AUDIT_NETFILTER_PKT message format
Steve Grubb
sgrubb at redhat.com
Mon Feb 13 17:57:38 UTC 2017
On Friday, February 10, 2017 5:54:45 PM EST Richard Guy Briggs wrote:
> On 2017-02-10 17:39, Steve Grubb wrote:
> > > The alternatives that I currently see are to drop packets for which
> > > there is no local process ownership, or to leave the ownership fields
> > > unset.>
>
> > What ownership fields are we talking about?
>
> The ones you want, auid, pid, ses. Perhaps I'm using the wrong
> terminology. What technical term is there for the collection of subject
> identifiers?
Subject attributes.
> > > > I don't think audit should worry about spoofing. Yes it can be done,
> > > > but we should accurately record what was presented to the system.
> > > > Other tools can be employed to watch for arp spoofing and source routed
> > > > packets. Its a bigger problem than just the audit logs.
> > >
> > > I find this statement a bit surprising given we're trying to find out
> > > who's doing what where.
> >
> > We're just recording what's presented to the system that meets the rules
> > programmed in.
>
> I don't quite understand. Are you saying only display the fields that
> were specifically used in the netfilter rule to trigger the target that
> records a packet?
No. I'm saying we shouldn't do any processing to figure out if we have a
spoofed or source routed packet. There are other tools that do that kind of
thing.
> I don't think that's what you want and it isn't easy
> to get without being more invasive in netfilter and swinging fields.
> I'd record the MAC header since it is part of the packet that tells us
> where it came from and where it's going.
Do we really need the MAC header for every event? I really don't think so.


Task directions
Omitting all images, set down every line below exactly as it appears.

Entries from a visual dataset:

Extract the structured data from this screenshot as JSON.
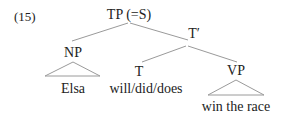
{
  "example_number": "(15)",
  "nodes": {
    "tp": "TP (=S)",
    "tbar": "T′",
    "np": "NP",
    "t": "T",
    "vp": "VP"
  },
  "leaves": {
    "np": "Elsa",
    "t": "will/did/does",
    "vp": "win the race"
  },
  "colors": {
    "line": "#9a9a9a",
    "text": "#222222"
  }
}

Final answer
Extract the structured data from this screenshot as JSON.
{
  "example_number": "(15)",
  "nodes": {
    "tp": "TP (=S)",
    "tbar": "T′",
    "np": "NP",
    "t": "T",
    "vp": "VP"
  },
  "leaves": {
    "np": "Elsa",
    "t": "will/did/does",
    "vp": "win the race"
  },
  "colors": {
    "line": "#9a9a9a",
    "text": "#222222"
  }
}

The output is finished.